Australia Day change: Let's hear the arguments

1 JANUARY 2003

The Professor of Public Ethics at CSU has backed the call by the 2009 Australian of the Year, Professor Mick Dodson, for a national debate over the meaning of and date for Australia Day.

Professor Clive Hamilton, Professor of Public Ethics at CSU's Centre for Applied Philosophy and Public Ethics.The Professor of Public Ethics at Charles Sturt University (CSU) has backed the call by the 2009 Australian of the Year, Professor Mick Dodson, for a national debate over the meaning of and date for Australia Day.
 
Professor Clive Hamilton, at the CSU Centre for Applied Philosophy and Public Ethics (CAPPE) in Canberra, said it was both reasonable and important for such a senior and honoured Indigenous spokesperson to reflect the concerns of Indigenous Australians at this time.
 
“Many people believed that Prime Minister Kevin Rudd’s ‘Sorry’ speech in Parliament soon after coming to office reflected a new respect for the views of Indigenous people, but Mick Dodson’s call for a national ‘conversation’ has been shut down before it has even started,” said Professor Hamilton.
 
“By ruling out discussion of the view of many Indigenous people, that Australia Day celebrates the invasion of the continent and the beginning of their dispossession and repression, Mr Rudd shows a worrying disregard for Indigenous perspectives.
 
“Are we too afraid to hear the arguments? Can we have reconciliation if some people’s opinions are excluded?
 
“A national debate about Australia Day should be part of the transition to a republic, which seems only a matter of time. For a majority of Australians, becoming a republic would be a powerful symbol of independence and our maturity as a nation.
 
“The symbolism would have real meaning if at the same time we showed a renewed respect for the history of dispossession by adopting a new date for Australia Day that marked both the shift to a republic and recognition of original ownership of this land by the first Australians. January 26 could remain a public holiday to mark the arrival of the First Fleet and the history of white settlement, akin to Thanks Giving Day in the United States.
 
“Few Australians, black or white, would object to an extra public holiday,” Professor Hamilton said.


> [Work to complete]
A single figure is required: the number of lines below in which the word "objects" occurs.

[Saved data entries]
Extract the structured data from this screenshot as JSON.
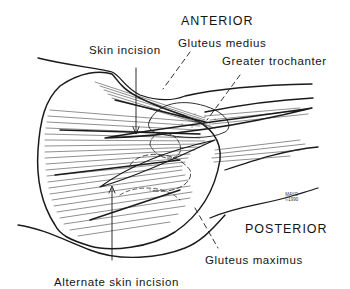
{
  "figure": {
    "orientation": {
      "top": "ANTERIOR",
      "bottom": "POSTERIOR"
    },
    "labels": {
      "skin_incision": "Skin incision",
      "gluteus_medius": "Gluteus medius",
      "greater_trochanter": "Greater trochanter",
      "gluteus_maximus": "Gluteus maximus",
      "alternate_skin_incision": "Alternate skin incision"
    },
    "signature": {
      "line1": "MAYO",
      "line2": "©1990"
    },
    "colors": {
      "ink": "#141414",
      "background": "#ffffff"
    }
  }
}
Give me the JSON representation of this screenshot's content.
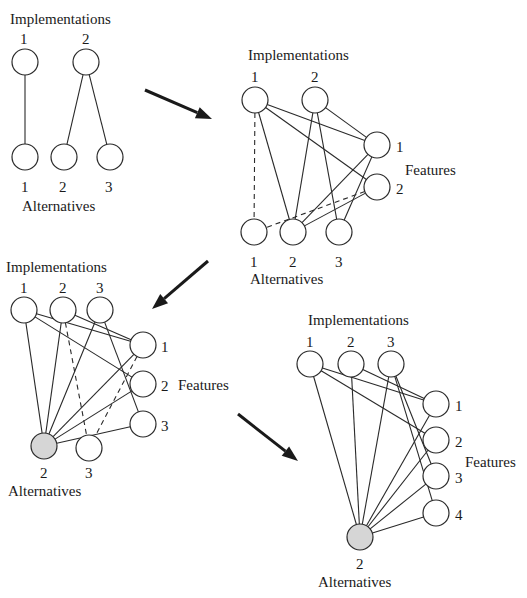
{
  "colors": {
    "node_fill": "#ffffff",
    "node_selected_fill": "#d6d6d6",
    "stroke": "#2a2a2a",
    "background": "#ffffff"
  },
  "panels": [
    {
      "id": "panel-1",
      "labels": {
        "implementations": {
          "text": "Implementations",
          "x": 10,
          "y": 24
        },
        "alternatives": {
          "text": "Alternatives",
          "x": 22,
          "y": 211
        },
        "features": null
      },
      "nodes": [
        {
          "id": "i1",
          "group": "implementation",
          "label": "1",
          "x": 25,
          "y": 62,
          "lx": 20,
          "ly": 44
        },
        {
          "id": "i2",
          "group": "implementation",
          "label": "2",
          "x": 86,
          "y": 62,
          "lx": 82,
          "ly": 44
        },
        {
          "id": "a1",
          "group": "alternative",
          "label": "1",
          "x": 25,
          "y": 157,
          "lx": 21,
          "ly": 192
        },
        {
          "id": "a2",
          "group": "alternative",
          "label": "2",
          "x": 64,
          "y": 157,
          "lx": 59,
          "ly": 192
        },
        {
          "id": "a3",
          "group": "alternative",
          "label": "3",
          "x": 110,
          "y": 157,
          "lx": 105,
          "ly": 192
        }
      ],
      "edges": [
        {
          "from": "i1",
          "to": "a1",
          "dashed": false
        },
        {
          "from": "i2",
          "to": "a2",
          "dashed": false
        },
        {
          "from": "i2",
          "to": "a3",
          "dashed": false
        }
      ]
    },
    {
      "id": "panel-2",
      "labels": {
        "implementations": {
          "text": "Implementations",
          "x": 248,
          "y": 60
        },
        "alternatives": {
          "text": "Alternatives",
          "x": 250,
          "y": 284
        },
        "features": {
          "text": "Features",
          "x": 405,
          "y": 175
        }
      },
      "nodes": [
        {
          "id": "i1",
          "group": "implementation",
          "label": "1",
          "x": 255,
          "y": 100,
          "lx": 251,
          "ly": 82
        },
        {
          "id": "i2",
          "group": "implementation",
          "label": "2",
          "x": 315,
          "y": 100,
          "lx": 311,
          "ly": 82
        },
        {
          "id": "f1",
          "group": "feature",
          "label": "1",
          "x": 377,
          "y": 145,
          "lx": 396,
          "ly": 152
        },
        {
          "id": "f2",
          "group": "feature",
          "label": "2",
          "x": 377,
          "y": 187,
          "lx": 396,
          "ly": 194
        },
        {
          "id": "a1",
          "group": "alternative",
          "label": "1",
          "x": 254,
          "y": 232,
          "lx": 250,
          "ly": 267
        },
        {
          "id": "a2",
          "group": "alternative",
          "label": "2",
          "x": 293,
          "y": 232,
          "lx": 289,
          "ly": 267
        },
        {
          "id": "a3",
          "group": "alternative",
          "label": "3",
          "x": 339,
          "y": 232,
          "lx": 335,
          "ly": 267
        }
      ],
      "edges": [
        {
          "from": "i1",
          "to": "a1",
          "dashed": true
        },
        {
          "from": "i1",
          "to": "a2",
          "dashed": false
        },
        {
          "from": "i1",
          "to": "f1",
          "dashed": false
        },
        {
          "from": "i1",
          "to": "f2",
          "dashed": false
        },
        {
          "from": "i2",
          "to": "a2",
          "dashed": false
        },
        {
          "from": "i2",
          "to": "a3",
          "dashed": false
        },
        {
          "from": "i2",
          "to": "f1",
          "dashed": false
        },
        {
          "from": "f1",
          "to": "a2",
          "dashed": false
        },
        {
          "from": "f1",
          "to": "a3",
          "dashed": false
        },
        {
          "from": "f2",
          "to": "a1",
          "dashed": true
        },
        {
          "from": "f2",
          "to": "a2",
          "dashed": false
        }
      ]
    },
    {
      "id": "panel-3",
      "labels": {
        "implementations": {
          "text": "Implementations",
          "x": 6,
          "y": 272
        },
        "alternatives": {
          "text": "Alternatives",
          "x": 8,
          "y": 496
        },
        "features": {
          "text": "Features",
          "x": 178,
          "y": 390
        }
      },
      "nodes": [
        {
          "id": "i1",
          "group": "implementation",
          "label": "1",
          "x": 24,
          "y": 310,
          "lx": 20,
          "ly": 293
        },
        {
          "id": "i2",
          "group": "implementation",
          "label": "2",
          "x": 63,
          "y": 310,
          "lx": 59,
          "ly": 293
        },
        {
          "id": "i3",
          "group": "implementation",
          "label": "3",
          "x": 100,
          "y": 310,
          "lx": 96,
          "ly": 293
        },
        {
          "id": "f1",
          "group": "feature",
          "label": "1",
          "x": 143,
          "y": 345,
          "lx": 161,
          "ly": 352
        },
        {
          "id": "f2",
          "group": "feature",
          "label": "2",
          "x": 143,
          "y": 384,
          "lx": 161,
          "ly": 391
        },
        {
          "id": "f3",
          "group": "feature",
          "label": "3",
          "x": 143,
          "y": 424,
          "lx": 161,
          "ly": 431
        },
        {
          "id": "a2",
          "group": "alternative",
          "label": "2",
          "x": 44,
          "y": 446,
          "lx": 40,
          "ly": 478,
          "selected": true
        },
        {
          "id": "a3",
          "group": "alternative",
          "label": "3",
          "x": 89,
          "y": 448,
          "lx": 85,
          "ly": 478
        }
      ],
      "edges": [
        {
          "from": "i1",
          "to": "a2",
          "dashed": false
        },
        {
          "from": "i1",
          "to": "f1",
          "dashed": false
        },
        {
          "from": "i1",
          "to": "f2",
          "dashed": false
        },
        {
          "from": "i2",
          "to": "a2",
          "dashed": false
        },
        {
          "from": "i2",
          "to": "a3",
          "dashed": true
        },
        {
          "from": "i2",
          "to": "f1",
          "dashed": false
        },
        {
          "from": "i3",
          "to": "a2",
          "dashed": false
        },
        {
          "from": "i3",
          "to": "f3",
          "dashed": false
        },
        {
          "from": "f1",
          "to": "a2",
          "dashed": false
        },
        {
          "from": "f1",
          "to": "a3",
          "dashed": true
        },
        {
          "from": "f2",
          "to": "a2",
          "dashed": false
        },
        {
          "from": "f3",
          "to": "a2",
          "dashed": false
        }
      ]
    },
    {
      "id": "panel-4",
      "labels": {
        "implementations": {
          "text": "Implementations",
          "x": 308,
          "y": 325
        },
        "alternatives": {
          "text": "Alternatives",
          "x": 318,
          "y": 587
        },
        "features": {
          "text": "Features",
          "x": 465,
          "y": 467
        }
      },
      "nodes": [
        {
          "id": "i1",
          "group": "implementation",
          "label": "1",
          "x": 310,
          "y": 364,
          "lx": 306,
          "ly": 347
        },
        {
          "id": "i2",
          "group": "implementation",
          "label": "2",
          "x": 351,
          "y": 364,
          "lx": 347,
          "ly": 347
        },
        {
          "id": "i3",
          "group": "implementation",
          "label": "3",
          "x": 391,
          "y": 364,
          "lx": 387,
          "ly": 347
        },
        {
          "id": "f1",
          "group": "feature",
          "label": "1",
          "x": 436,
          "y": 404,
          "lx": 455,
          "ly": 411
        },
        {
          "id": "f2",
          "group": "feature",
          "label": "2",
          "x": 436,
          "y": 440,
          "lx": 455,
          "ly": 447
        },
        {
          "id": "f3",
          "group": "feature",
          "label": "3",
          "x": 436,
          "y": 476,
          "lx": 455,
          "ly": 483
        },
        {
          "id": "f4",
          "group": "feature",
          "label": "4",
          "x": 436,
          "y": 513,
          "lx": 455,
          "ly": 520
        },
        {
          "id": "a2",
          "group": "alternative",
          "label": "2",
          "x": 360,
          "y": 537,
          "lx": 356,
          "ly": 569,
          "selected": true
        }
      ],
      "edges": [
        {
          "from": "i1",
          "to": "a2",
          "dashed": false
        },
        {
          "from": "i1",
          "to": "f1",
          "dashed": false
        },
        {
          "from": "i1",
          "to": "f2",
          "dashed": false
        },
        {
          "from": "i2",
          "to": "a2",
          "dashed": false
        },
        {
          "from": "i2",
          "to": "f1",
          "dashed": false
        },
        {
          "from": "i3",
          "to": "a2",
          "dashed": false
        },
        {
          "from": "i3",
          "to": "f3",
          "dashed": false
        },
        {
          "from": "i3",
          "to": "f4",
          "dashed": false
        },
        {
          "from": "f1",
          "to": "a2",
          "dashed": false
        },
        {
          "from": "f2",
          "to": "a2",
          "dashed": false
        },
        {
          "from": "f3",
          "to": "a2",
          "dashed": false
        },
        {
          "from": "f4",
          "to": "a2",
          "dashed": false
        }
      ]
    }
  ],
  "arrows": [
    {
      "id": "arrow-1-to-2",
      "x1": 145,
      "y1": 90,
      "x2": 212,
      "y2": 119
    },
    {
      "id": "arrow-2-to-3",
      "x1": 208,
      "y1": 261,
      "x2": 152,
      "y2": 309
    },
    {
      "id": "arrow-3-to-4",
      "x1": 238,
      "y1": 414,
      "x2": 298,
      "y2": 461
    }
  ],
  "node_radius": 13
}
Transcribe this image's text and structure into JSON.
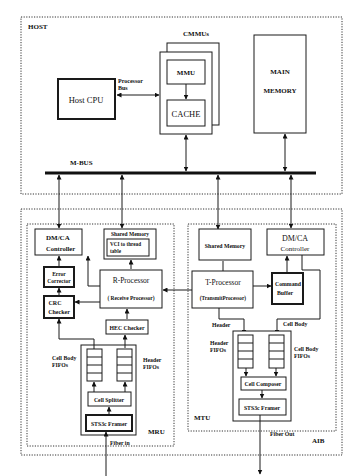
{
  "diagram": {
    "regions": {
      "host": "HOST",
      "aib": "AIB",
      "mru": "MRU",
      "mtu": "MTU"
    },
    "host": {
      "cmmus_label": "CMMUs",
      "host_cpu": "Host CPU",
      "processor_bus_line1": "Processor",
      "processor_bus_line2": "Bus",
      "mmu": "MMU",
      "cache": "CACHE",
      "main_memory_line1": "MAIN",
      "main_memory_line2": "MEMORY",
      "mbus": "M-BUS"
    },
    "mru": {
      "dmca_line1": "DM/CA",
      "dmca_line2": "Controller",
      "shared_memory": "Shared Memory",
      "vci_line1": "VCI to thread",
      "vci_line2": "table",
      "error_line1": "Error",
      "error_line2": "Corrector",
      "crc_line1": "CRC",
      "crc_line2": "Checker",
      "rproc_line1": "R-Processor",
      "rproc_line2": "( Receive Processor)",
      "hec_checker": "HEC Checker",
      "cellbody_fifos_line1": "Cell Body",
      "cellbody_fifos_line2": "FIFOs",
      "header_fifos_line1": "Header",
      "header_fifos_line2": "FIFOs",
      "cell_splitter": "Cell Splitter",
      "sts3c_framer": "STS3c Framer",
      "fiber_in": "Fiber in"
    },
    "mtu": {
      "shared_memory": "Shared Memory",
      "dmca_line1": "DM/CA",
      "dmca_line2": "Controller",
      "tproc_line1": "T-Processor",
      "tproc_line2": "(TransmitProcessor)",
      "command_line1": "Command",
      "command_line2": "Buffer",
      "header": "Header",
      "cell_body": "Cell Body",
      "header_fifos_line1": "Header",
      "header_fifos_line2": "FIFOs",
      "cellbody_fifos_line1": "Cell Body",
      "cellbody_fifos_line2": "FIFOs",
      "cell_composer": "Cell Composer",
      "sts3c_framer": "STS3c Framer",
      "fiber_out": "Fiber Out"
    }
  }
}
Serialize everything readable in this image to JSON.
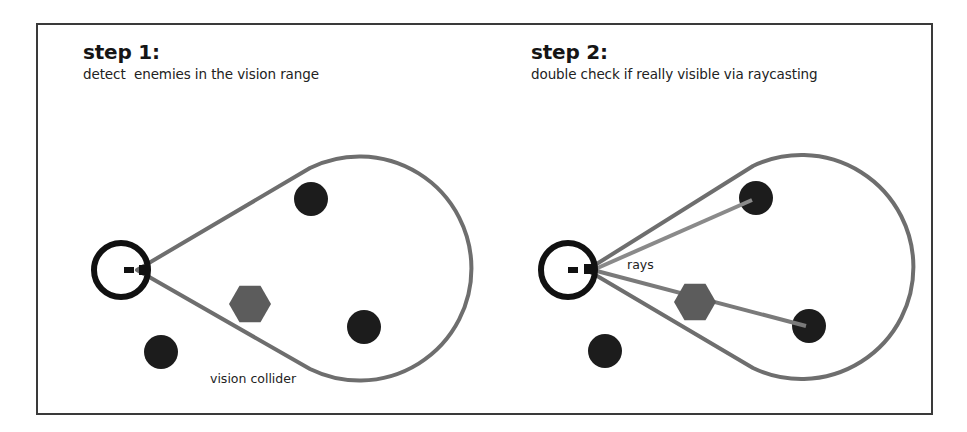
{
  "colors": {
    "frame": "#3a3a3a",
    "player": "#111111",
    "cone": "#6e6e6e",
    "ray": "#8a8a8a",
    "enemy": "#1c1c1c",
    "obstacle": "#5c5c5c"
  },
  "panels": [
    {
      "title": "step 1:",
      "description": "detect  enemies in the vision range",
      "annotation": "vision collider",
      "player": {
        "cx": 121,
        "cy": 270,
        "r": 27
      },
      "cone": {
        "apex": [
          137,
          270
        ],
        "top": [
          310,
          168
        ],
        "bottom": [
          310,
          369
        ],
        "arc_radius": 112
      },
      "enemies": [
        {
          "cx": 311,
          "cy": 199,
          "r": 17
        },
        {
          "cx": 364,
          "cy": 327,
          "r": 17
        },
        {
          "cx": 161,
          "cy": 352,
          "r": 17
        }
      ],
      "obstacle": {
        "cx": 250,
        "cy": 304,
        "r": 21
      },
      "rays": []
    },
    {
      "title": "step 2:",
      "description": "double check if really visible via raycasting",
      "annotation": "rays",
      "player": {
        "cx": 568,
        "cy": 270,
        "r": 27
      },
      "cone": {
        "apex": [
          587,
          270
        ],
        "top": [
          753,
          166
        ],
        "bottom": [
          753,
          368
        ],
        "arc_radius": 112
      },
      "enemies": [
        {
          "cx": 756,
          "cy": 198,
          "r": 17
        },
        {
          "cx": 809,
          "cy": 326,
          "r": 17
        },
        {
          "cx": 605,
          "cy": 351,
          "r": 17
        }
      ],
      "obstacle": {
        "cx": 695,
        "cy": 302,
        "r": 21
      },
      "rays": [
        {
          "from": [
            593,
            270
          ],
          "to": [
            752,
            200
          ]
        },
        {
          "from": [
            593,
            270
          ],
          "to": [
            806,
            326
          ]
        }
      ]
    }
  ]
}
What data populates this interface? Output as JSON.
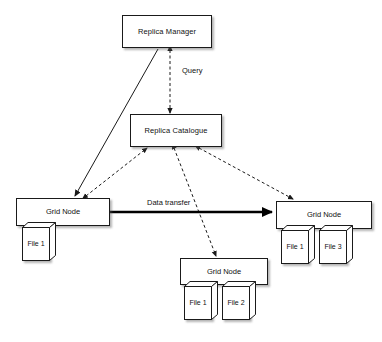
{
  "diagram": {
    "background_color": "#ffffff",
    "line_color": "#1a1a1a",
    "text_color": "#111111",
    "nodes": {
      "replica_manager": {
        "label": "Replica Manager"
      },
      "replica_catalogue": {
        "label": "Replica Catalogue"
      },
      "grid_node_left": {
        "label": "Grid Node",
        "files": [
          {
            "label": "File 1"
          }
        ]
      },
      "grid_node_right": {
        "label": "Grid Node",
        "files": [
          {
            "label": "File 1"
          },
          {
            "label": "File 3"
          }
        ]
      },
      "grid_node_bottom": {
        "label": "Grid Node",
        "files": [
          {
            "label": "File 1"
          },
          {
            "label": "File 2"
          }
        ]
      }
    },
    "edges": {
      "query": {
        "label": "Query",
        "style": "dashed",
        "arrows": "both"
      },
      "data_transfer": {
        "label": "Data transfer",
        "style": "solid-thick",
        "arrows": "end"
      },
      "manager_to_left_node": {
        "label": "",
        "style": "solid",
        "arrows": "end"
      },
      "left_node_to_catalogue": {
        "label": "",
        "style": "dashed",
        "arrows": "end"
      },
      "bottom_node_to_catalogue": {
        "label": "",
        "style": "dashed",
        "arrows": "both"
      },
      "right_node_to_catalogue": {
        "label": "",
        "style": "dashed",
        "arrows": "both"
      }
    }
  }
}
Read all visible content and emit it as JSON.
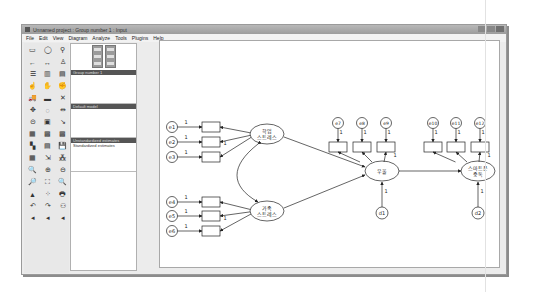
{
  "window": {
    "title": "Unnamed project : Group number 1 : Input",
    "controls": [
      "minimize",
      "maximize",
      "close"
    ]
  },
  "menubar": {
    "items": [
      "File",
      "Edit",
      "View",
      "Diagram",
      "Analyze",
      "Tools",
      "Plugins",
      "Help"
    ]
  },
  "toolbox": {
    "tools": [
      {
        "name": "draw-observed-variable-icon",
        "glyph": "▭"
      },
      {
        "name": "draw-unobserved-variable-icon",
        "glyph": "◯"
      },
      {
        "name": "draw-latent-indicator-icon",
        "glyph": "⚲"
      },
      {
        "name": "draw-path-icon",
        "glyph": "←"
      },
      {
        "name": "draw-covariance-icon",
        "glyph": "↔"
      },
      {
        "name": "add-unique-variable-icon",
        "glyph": "♙"
      },
      {
        "name": "list-variables-in-model-icon",
        "glyph": "☰"
      },
      {
        "name": "list-variables-in-dataset-icon",
        "glyph": "▥"
      },
      {
        "name": "select-one-object-icon",
        "glyph": "▤"
      },
      {
        "name": "select-all-objects-icon",
        "glyph": "☝"
      },
      {
        "name": "deselect-all-objects-icon",
        "glyph": "✋"
      },
      {
        "name": "duplicate-objects-icon",
        "glyph": "✊"
      },
      {
        "name": "move-objects-icon",
        "glyph": "🚚"
      },
      {
        "name": "erase-objects-icon",
        "glyph": "▬"
      },
      {
        "name": "erase-icon",
        "glyph": "✕"
      },
      {
        "name": "change-shape-icon",
        "glyph": "✥"
      },
      {
        "name": "rotate-indicators-icon",
        "glyph": "◌"
      },
      {
        "name": "reflect-indicators-icon",
        "glyph": "⇹"
      },
      {
        "name": "move-parameter-icon",
        "glyph": "⊝"
      },
      {
        "name": "scroll-icon",
        "glyph": "▣"
      },
      {
        "name": "touch-up-icon",
        "glyph": "↘"
      },
      {
        "name": "select-data-files-icon",
        "glyph": "▦"
      },
      {
        "name": "analysis-properties-icon",
        "glyph": "▩"
      },
      {
        "name": "calculate-estimates-icon",
        "glyph": "▩"
      },
      {
        "name": "copy-to-clipboard-icon",
        "glyph": "▚"
      },
      {
        "name": "view-text-icon",
        "glyph": "▤"
      },
      {
        "name": "save-icon",
        "glyph": "💾"
      },
      {
        "name": "object-properties-icon",
        "glyph": "▦"
      },
      {
        "name": "drag-properties-icon",
        "glyph": "⇲"
      },
      {
        "name": "preserve-symmetries-icon",
        "glyph": "⁂"
      },
      {
        "name": "zoom-select-icon",
        "glyph": "🔍"
      },
      {
        "name": "zoom-in-icon",
        "glyph": "⊕"
      },
      {
        "name": "zoom-out-icon",
        "glyph": "⊖"
      },
      {
        "name": "view-page-icon",
        "glyph": "🔎"
      },
      {
        "name": "fit-to-page-icon",
        "glyph": "⛶"
      },
      {
        "name": "loupe-icon",
        "glyph": "🔍"
      },
      {
        "name": "bayesian-estimation-icon",
        "glyph": "▲"
      },
      {
        "name": "multiple-group-analysis-icon",
        "glyph": "⁘"
      },
      {
        "name": "print-icon",
        "glyph": "🖶"
      },
      {
        "name": "undo-icon",
        "glyph": "↶"
      },
      {
        "name": "redo-icon",
        "glyph": "↷"
      },
      {
        "name": "specification-search-icon",
        "glyph": "⚇"
      },
      {
        "name": "scroll-left-1-icon",
        "glyph": "◂"
      },
      {
        "name": "scroll-left-2-icon",
        "glyph": "◂"
      },
      {
        "name": "scroll-left-3-icon",
        "glyph": "◂"
      }
    ]
  },
  "side_panel": {
    "view_buttons": [
      "view-input-path-diagram",
      "view-output-path-diagram"
    ],
    "sections": [
      {
        "header": "Group number 1",
        "items": []
      },
      {
        "header": "Default model",
        "items": []
      },
      {
        "header": "Unstandardized estimates",
        "items": [
          "Standardized estimates"
        ]
      }
    ]
  },
  "diagram": {
    "latent_variables": [
      {
        "id": "academic_stress",
        "label_line1": "학업",
        "label_line2": "스트레스",
        "cx": 107,
        "cy": 93
      },
      {
        "id": "family_stress",
        "label_line1": "가족",
        "label_line2": "스트레스",
        "cx": 107,
        "cy": 170
      },
      {
        "id": "depression",
        "label_line1": "우울",
        "label_line2": "",
        "cx": 222,
        "cy": 130
      },
      {
        "id": "smartphone_addiction",
        "label_line1": "스마트폰",
        "label_line2": "중독",
        "cx": 318,
        "cy": 130
      }
    ],
    "error_terms": [
      {
        "label": "e1",
        "cx": 12,
        "cy": 86
      },
      {
        "label": "e2",
        "cx": 12,
        "cy": 101
      },
      {
        "label": "e3",
        "cx": 12,
        "cy": 116
      },
      {
        "label": "e4",
        "cx": 12,
        "cy": 161
      },
      {
        "label": "e5",
        "cx": 12,
        "cy": 175
      },
      {
        "label": "e6",
        "cx": 12,
        "cy": 190
      },
      {
        "label": "e7",
        "cx": 178,
        "cy": 82
      },
      {
        "label": "e8",
        "cx": 202,
        "cy": 82
      },
      {
        "label": "e9",
        "cx": 226,
        "cy": 82
      },
      {
        "label": "e10",
        "cx": 273,
        "cy": 82
      },
      {
        "label": "e11",
        "cx": 296,
        "cy": 82
      },
      {
        "label": "e12",
        "cx": 320,
        "cy": 82
      }
    ],
    "disturbances": [
      {
        "label": "d1",
        "cx": 222,
        "cy": 172
      },
      {
        "label": "d2",
        "cx": 318,
        "cy": 172
      }
    ],
    "fixed_parameter": "1"
  }
}
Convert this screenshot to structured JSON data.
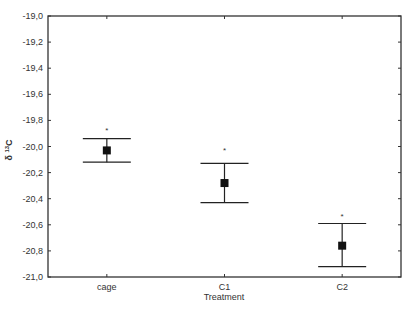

> [The completed task]
5